Working with the Macintosh Developers

Marinaccio: You mentioned earlier that you were trying to recreate in the press events some of the feeling of working on the project. How did they choose who to include? There were about a hundred people who made substantive contributions to the Mac project, and obviously you couldn't include everyone; but how did Hertzfeld, Atkinson, et al get chosen to represent the project?

Cunningham: The people who were chosen from Apple to participate in the press work pretty much had to do with their seniority in the group they represented. For example, engineering was headed up by Bob Belleville and he was the most often used spokesperson. When we did interviews on the "Design Team" we focused on about seven people; that's where Atkinson and Hertzfeld came into play. Steve Jobs made the decision who was to be the core of the design team. But it was made up of one person from each aspect of the design: software, hardware, user interface, etc.

Marinaccio: Were there challenges in doing media training for the design team? The conventional wisdom is that managing software people is like herding cats, what with their inclination for pranks and anti-authoritarian attitudes. On the other hand, being cast as the tech equivalent of rock stars might have had its appeal. Did they take the media events seriously? Were they hard to work with, or to keep on message?

Cunningham: We never actually did formal media training for all these folks. We gave them key messages and outlines of what to say beforehand and helped them "study." We also attended each and every interview and helped it along in a million ways.

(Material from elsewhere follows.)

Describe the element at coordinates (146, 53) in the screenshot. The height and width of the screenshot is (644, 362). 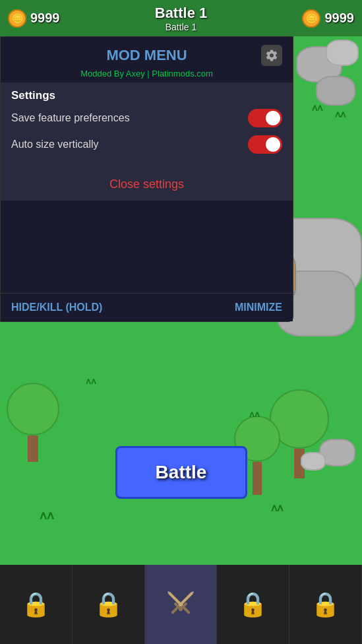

We helped out the journalists in what questions to ask, we helped out the spokespeople when they didn't know how to answer a question and we steered the interview depending on what we wanted the coverage in that publication to be. We also followed up with each spokesperson after each interview to give feedback so that we could improve the next interview. Lastly, once the Mac was launched, we had thousands of journalists calling and we then assigned an additional number of spokespeople and provided them with extensive Q&A documents to help them answer questions over the phone. We assigned a certain group of journalists to each spokesperson to help improve relationship- building and maintain consistency in the messages. When there was an urgent press call (as most of them always were), we put a bright red note on the chair of the spokesperson indicating who should be called, what the deadline is and what the key message should be.

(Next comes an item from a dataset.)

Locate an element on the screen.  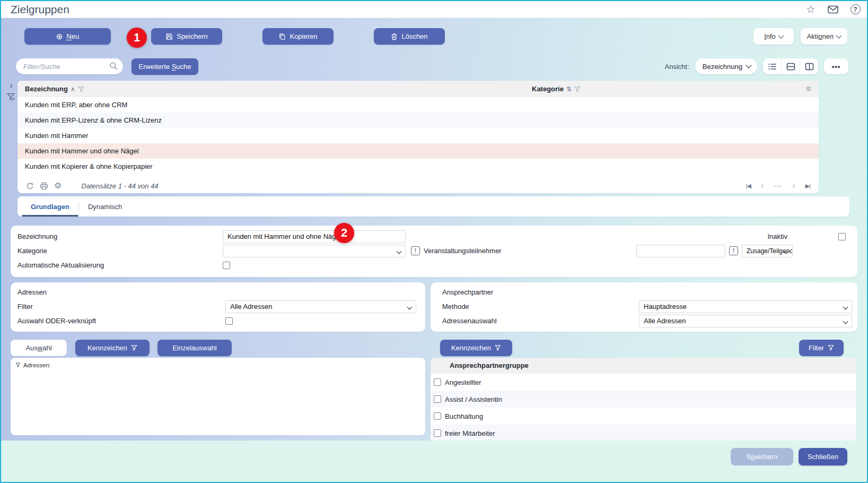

The team of spokespeople took the media calls and visits extremely seriously, which I'm sure came directly from Steve. He always took them very seriously. These guys were gems to work with and easy to keep on message. One of the great things about working on the Mac launch was that it was a real team, with each team player knowing what his/her job was. Ours was messaging and press. Theirs was software and hardware. No one ever questioned anyone else's expertise. Except Steve, of course, who questioned everyone's expertise all the time!